VR-G

Joan Jonas | Five Rooms For Kyoto: 1972–2019

Over the course of her long and groundbreaking artistic career, Joan Jonas has explored a multimedia practice across performance, video, installation, and more. Adapting her themes according to the times, she has continued to create layered and poetic work. Even now at the age of 83, she shows no signs of slowing down in her endeavor to push the boundaries of artistic expression.

After studying sculpture and art history at university, Joan Jonas started to create performance art. On a visit to Japan in 1970, she watched Noh and Kabuki, whose incredibly accomplished and advanced visual language left a strong impression on her. Both this experience as well as the Sony Portapak video camera that she purchased during the trip led to a major shift in her later practice. Upon returning to New York, she hooked up the camera she had bought to a monitor, turning it into a de facto mirror and in front of which she then did an improvised performance that she recorded. Jonas subsequently developed this first video tape recording into Organic Honey’s Visual Telepathy (1972), a groundbreaking performance in which the viewer simultaneously watches Jonas’s actions live, on a monitor, and projected.

This exhibition traces Jonas’s remarkable achievements from 1972 to the present across five especially arranged spaces. Alongside the artist’s major installation pieces of the 2000s like Reanimation, which was staged as a performance at ROHM Theatre Kyoto on December 12th, 2019, and Lines in the Sand, her early video art, and her most recent work, Moving off the Land II, the exhibition draws on the venue’s role as a university institution to focus also on Jonas’s contributions as an educator by introducing important academic materials, including those shown publicly for the first time.

In closing, we would like to express our gratitude to the Joan Jonas Studio, ROHM Theatre Kyoto, Gavin Brown’s enterprise, and Wako Works of Art for their support in organizing this exhibition.

(Quoted from Kyoto City University of Arts Art Gallery @KCUA website.)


EXERCISE BRIEF —
Return the count of lines in the records that include the string "each", and nothing besides it.

RECORDS PROVIDED —
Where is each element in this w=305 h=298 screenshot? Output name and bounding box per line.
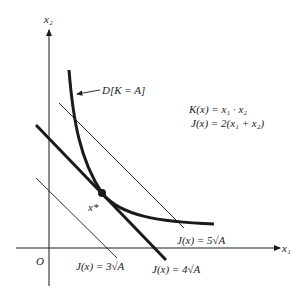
optimum-point — [98, 189, 106, 197]
level-line-3 — [36, 178, 117, 258]
origin-label: O — [36, 256, 44, 267]
optimum-label: x* — [88, 202, 98, 213]
level-label-5: J(x) = 5√A — [177, 235, 225, 246]
equation-k: K(x) = x₁ · x₂ — [189, 104, 247, 115]
equation-j: J(x) = 2(x₁ + x₂) — [191, 118, 264, 129]
curve-label: D[K = A] — [102, 85, 145, 96]
diagram-graphics — [0, 0, 305, 298]
curve-pointer — [77, 90, 100, 94]
diagram: x₂ x₁ O D[K = A] K(x) = x₁ · x₂ J(x) = 2… — [0, 0, 305, 298]
level-label-3: J(x) = 3√A — [76, 261, 124, 272]
y-axis-label: x₂ — [44, 14, 53, 25]
level-label-4: J(x) = 4√A — [152, 264, 200, 275]
x-axis-label: x₁ — [282, 243, 291, 254]
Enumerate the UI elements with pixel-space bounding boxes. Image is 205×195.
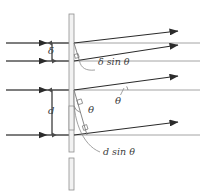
outgoing-ray-3 <box>74 76 178 90</box>
outgoing-ray-4 <box>74 122 178 135</box>
d-path-difference <box>74 90 100 152</box>
barrier-slit-block <box>69 106 74 130</box>
delta-path-difference <box>74 43 95 70</box>
d-label: d <box>48 106 54 116</box>
theta-lower-label: θ <box>88 105 94 115</box>
d-sin-theta-label: d sin θ <box>103 147 135 157</box>
outgoing-rays <box>74 31 178 135</box>
delta-label: δ <box>48 46 54 56</box>
theta-ray-angle-marker <box>121 86 129 95</box>
theta-upper-label: θ <box>115 96 121 106</box>
incoming-rays <box>6 43 70 135</box>
theta-ray-leader <box>121 88 125 95</box>
barrier-main <box>69 14 74 152</box>
diagram-canvas <box>0 0 205 195</box>
grating-barrier <box>69 14 74 190</box>
diffraction-grating-diagram: δ δ sin θ d d sin θ θ θ <box>0 0 205 195</box>
outgoing-ray-1 <box>74 31 178 43</box>
d-sin-theta-leader <box>74 90 100 152</box>
d-right-angle-marker-upper <box>77 99 83 105</box>
barrier-lower-segment <box>69 158 74 190</box>
delta-sin-theta-label: δ sin θ <box>98 57 130 67</box>
theta-arc-ray <box>127 86 128 90</box>
delta-right-angle-marker <box>74 54 79 59</box>
delta-sin-theta-leader <box>80 61 96 70</box>
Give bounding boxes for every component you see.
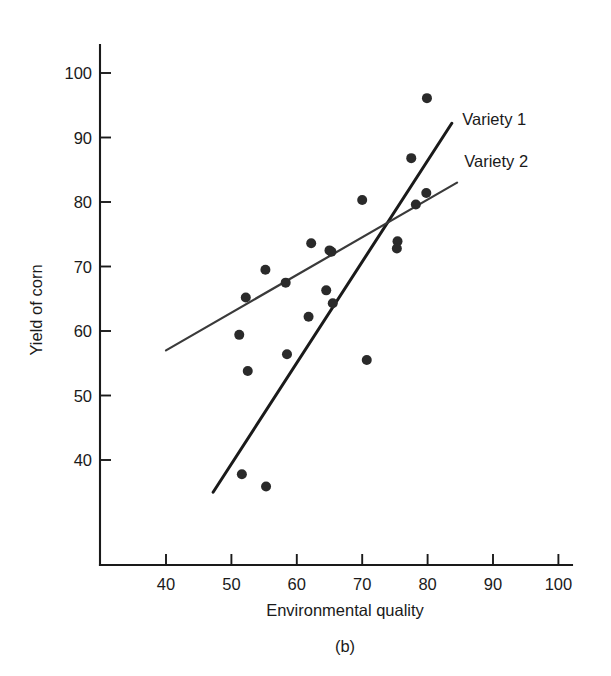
data-point bbox=[260, 265, 270, 275]
y-axis-tick-labels: 405060708090100 bbox=[64, 64, 92, 469]
x-tick-label: 40 bbox=[157, 575, 175, 593]
y-tick-label: 90 bbox=[74, 129, 92, 147]
data-point bbox=[328, 298, 338, 308]
x-tick-label: 60 bbox=[288, 575, 306, 593]
y-tick-label: 100 bbox=[64, 64, 92, 82]
data-point bbox=[411, 200, 421, 210]
data-point bbox=[237, 469, 247, 479]
series-points-variety-2 bbox=[234, 153, 416, 376]
x-tick-label: 80 bbox=[418, 575, 436, 593]
y-tick-label: 40 bbox=[74, 451, 92, 469]
y-tick-label: 80 bbox=[74, 193, 92, 211]
y-axis-ticks bbox=[100, 73, 111, 460]
figure-caption: (b) bbox=[335, 637, 355, 655]
x-tick-label: 100 bbox=[545, 575, 573, 593]
x-axis-tick-labels: 405060708090100 bbox=[157, 575, 572, 593]
x-axis-title: Environmental quality bbox=[266, 601, 424, 619]
data-point bbox=[406, 153, 416, 163]
data-point bbox=[241, 292, 251, 302]
figure-container: 405060708090100 405060708090100 Variety … bbox=[0, 0, 611, 676]
series-label-variety-2: Variety 2 bbox=[464, 152, 528, 170]
data-point bbox=[243, 366, 253, 376]
data-point bbox=[304, 312, 314, 322]
data-point bbox=[362, 355, 372, 365]
data-point bbox=[326, 247, 336, 257]
series-annotations: Variety 1Variety 2 bbox=[462, 110, 528, 170]
scatter-plot: 405060708090100 405060708090100 Variety … bbox=[0, 0, 611, 676]
data-point bbox=[261, 481, 271, 491]
data-point bbox=[306, 238, 316, 248]
data-point bbox=[422, 93, 432, 103]
y-tick-label: 70 bbox=[74, 258, 92, 276]
data-point bbox=[357, 195, 367, 205]
x-axis-ticks bbox=[166, 554, 558, 565]
y-tick-label: 60 bbox=[74, 322, 92, 340]
data-point bbox=[421, 188, 431, 198]
x-tick-label: 90 bbox=[484, 575, 502, 593]
data-point bbox=[281, 278, 291, 288]
data-point bbox=[234, 330, 244, 340]
y-axis-title: Yield of corn bbox=[27, 264, 45, 355]
x-tick-label: 50 bbox=[222, 575, 240, 593]
data-point bbox=[282, 349, 292, 359]
data-point bbox=[321, 285, 331, 295]
y-tick-label: 50 bbox=[74, 387, 92, 405]
data-point bbox=[392, 243, 402, 253]
trend-lines-group bbox=[166, 123, 457, 492]
x-tick-label: 70 bbox=[353, 575, 371, 593]
series-label-variety-1: Variety 1 bbox=[462, 110, 526, 128]
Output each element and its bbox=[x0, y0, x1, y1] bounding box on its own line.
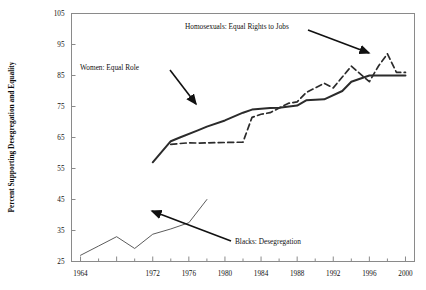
y-tick-label: 25 bbox=[57, 258, 65, 266]
y-tick-label: 105 bbox=[54, 10, 65, 18]
annotation-blacks-label: Blacks: Desegregation bbox=[235, 237, 301, 246]
y-tick-label: 45 bbox=[57, 196, 65, 204]
y-tick-label: 35 bbox=[57, 227, 65, 235]
x-tick-label: 1964 bbox=[73, 270, 88, 278]
chart-container: 2535455565758595105 19641972197619801984… bbox=[0, 0, 426, 290]
x-tick-label: 2000 bbox=[398, 270, 413, 278]
y-axis-title: Percent Supporting Desegregation and Equ… bbox=[7, 61, 16, 212]
x-tick-label: 1980 bbox=[218, 270, 233, 278]
x-tick-label: 1996 bbox=[362, 270, 377, 278]
y-tick-label: 95 bbox=[57, 41, 65, 49]
y-tick-label: 75 bbox=[57, 103, 65, 111]
x-tick-label: 1972 bbox=[146, 270, 161, 278]
annotation-women-label: Women: Equal Role bbox=[80, 63, 139, 72]
y-tick-label: 55 bbox=[57, 165, 65, 173]
x-tick-label: 1988 bbox=[290, 270, 305, 278]
y-tick-label: 65 bbox=[57, 134, 65, 142]
x-tick-label: 1992 bbox=[326, 270, 341, 278]
y-tick-label: 85 bbox=[57, 72, 65, 80]
annotation-homosexuals-label: Homosexuals: Equal Rights to Jobs bbox=[185, 22, 289, 31]
x-tick-label: 1976 bbox=[182, 270, 197, 278]
x-tick-label: 1984 bbox=[254, 270, 269, 278]
line-chart: 2535455565758595105 19641972197619801984… bbox=[0, 0, 426, 290]
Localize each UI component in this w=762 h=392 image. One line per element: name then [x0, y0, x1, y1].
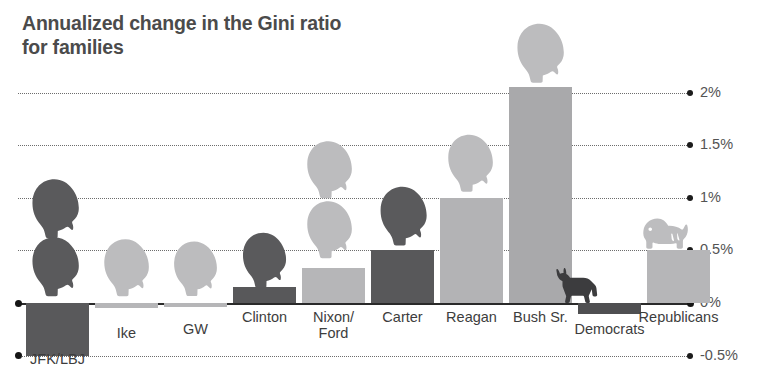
bar-nixonford[interactable] — [302, 268, 365, 303]
gridline-1% — [18, 198, 693, 199]
bar-republicans[interactable] — [647, 250, 710, 303]
president-head-light-icon — [170, 240, 218, 299]
y-axis-label: 2% — [700, 84, 721, 100]
gini-ratio-bar-chart: Annualized change in the Gini ratio for … — [0, 0, 762, 392]
gridline-2% — [18, 93, 693, 94]
bar-ike[interactable] — [95, 303, 158, 308]
bar-jfklbj[interactable] — [26, 303, 89, 356]
y-axis-label: 1% — [700, 189, 721, 205]
axis-tick-dot — [687, 353, 693, 359]
axis-tick-dot — [687, 195, 693, 201]
x-axis-label-republicans: Republicans — [634, 310, 723, 326]
gridline-1.5% — [18, 145, 693, 146]
president-head-light-icon — [100, 238, 150, 299]
bar-reagan[interactable] — [440, 198, 503, 303]
bar-carter[interactable] — [371, 250, 434, 303]
president-head-light-pair-icon — [303, 140, 353, 201]
bar-democrats[interactable] — [578, 303, 641, 314]
gridline--0.5% — [18, 356, 693, 357]
president-head-dark-icon — [376, 186, 428, 248]
axis-origin-dot — [15, 300, 22, 307]
president-head-light-pair-icon — [303, 200, 353, 261]
president-head-light-icon — [513, 22, 565, 86]
bar-clinton[interactable] — [233, 287, 296, 303]
president-head-dark-pair-icon — [28, 236, 80, 299]
bar-bushsr[interactable] — [509, 87, 572, 303]
y-axis-label: -0.5% — [700, 347, 738, 363]
plot-area: 2%1.5%1%0.5%0%-0.5%JFK/LBJIkeGWClintonNi… — [0, 0, 762, 392]
y-axis-label: 1.5% — [700, 136, 733, 152]
x-axis-label-jfklbj: JFK/LBJ — [13, 352, 102, 368]
president-head-light-icon — [444, 134, 494, 194]
axis-tick-dot — [687, 142, 693, 148]
axis-tick-dot — [687, 90, 693, 96]
bar-gw[interactable] — [164, 303, 227, 307]
president-head-dark-icon — [238, 232, 288, 290]
gridline-0.5% — [18, 250, 693, 251]
president-head-dark-pair-icon — [28, 178, 80, 241]
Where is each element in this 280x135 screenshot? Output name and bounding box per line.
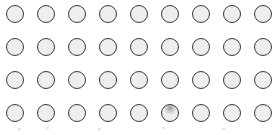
circle-cell-r3-c4[interactable] (99, 71, 117, 89)
footer-marks (0, 126, 280, 135)
circle-cell-r1-c2[interactable] (37, 5, 55, 23)
circle-cell-r1-c3[interactable] (68, 5, 86, 23)
circle-cell-r4-c1[interactable] (6, 104, 24, 122)
circle-cell-r4-c4[interactable] (99, 104, 117, 122)
circle-cell-r1-c8[interactable] (223, 5, 241, 23)
circle-cell-r2-c9[interactable] (254, 38, 272, 56)
circle-cell-r4-c8[interactable] (223, 104, 241, 122)
circle-cell-r1-c4[interactable] (99, 5, 117, 23)
circle-cell-r4-c7[interactable] (192, 104, 210, 122)
faint-mark (18, 128, 21, 130)
circle-cell-r1-c9[interactable] (254, 5, 272, 23)
circle-cell-r2-c6[interactable] (161, 38, 179, 56)
circle-cell-r2-c4[interactable] (99, 38, 117, 56)
circle-cell-r1-c7[interactable] (192, 5, 210, 23)
faint-mark (98, 128, 101, 130)
circle-cell-r3-c2[interactable] (37, 71, 55, 89)
circle-cell-r3-c5[interactable] (130, 71, 148, 89)
circle-cell-r4-c9[interactable] (254, 104, 272, 122)
peg-board (0, 0, 280, 135)
circle-cell-r2-c1[interactable] (6, 38, 24, 56)
circle-cell-r2-c5[interactable] (130, 38, 148, 56)
faint-mark (46, 127, 49, 129)
circle-cell-r3-c1[interactable] (6, 71, 24, 89)
circle-cell-r1-c1[interactable] (6, 5, 24, 23)
faint-mark (222, 128, 225, 130)
circle-cell-r1-c5[interactable] (130, 5, 148, 23)
circle-cell-r1-c6[interactable] (161, 5, 179, 23)
circle-cell-r4-c3[interactable] (68, 104, 86, 122)
circle-cell-r4-c6[interactable] (161, 104, 179, 122)
faint-mark (162, 127, 165, 129)
circle-cell-r3-c6[interactable] (161, 71, 179, 89)
circle-cell-r3-c8[interactable] (223, 71, 241, 89)
circle-cell-r3-c7[interactable] (192, 71, 210, 89)
circle-cell-r2-c8[interactable] (223, 38, 241, 56)
circle-cell-r3-c9[interactable] (254, 71, 272, 89)
circle-cell-r3-c3[interactable] (68, 71, 86, 89)
circle-cell-r2-c3[interactable] (68, 38, 86, 56)
circle-cell-r2-c7[interactable] (192, 38, 210, 56)
circle-cell-r4-c5[interactable] (130, 104, 148, 122)
circle-cell-r4-c2[interactable] (37, 104, 55, 122)
circle-cell-r2-c2[interactable] (37, 38, 55, 56)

RESPONSE TO THIS TASK —
4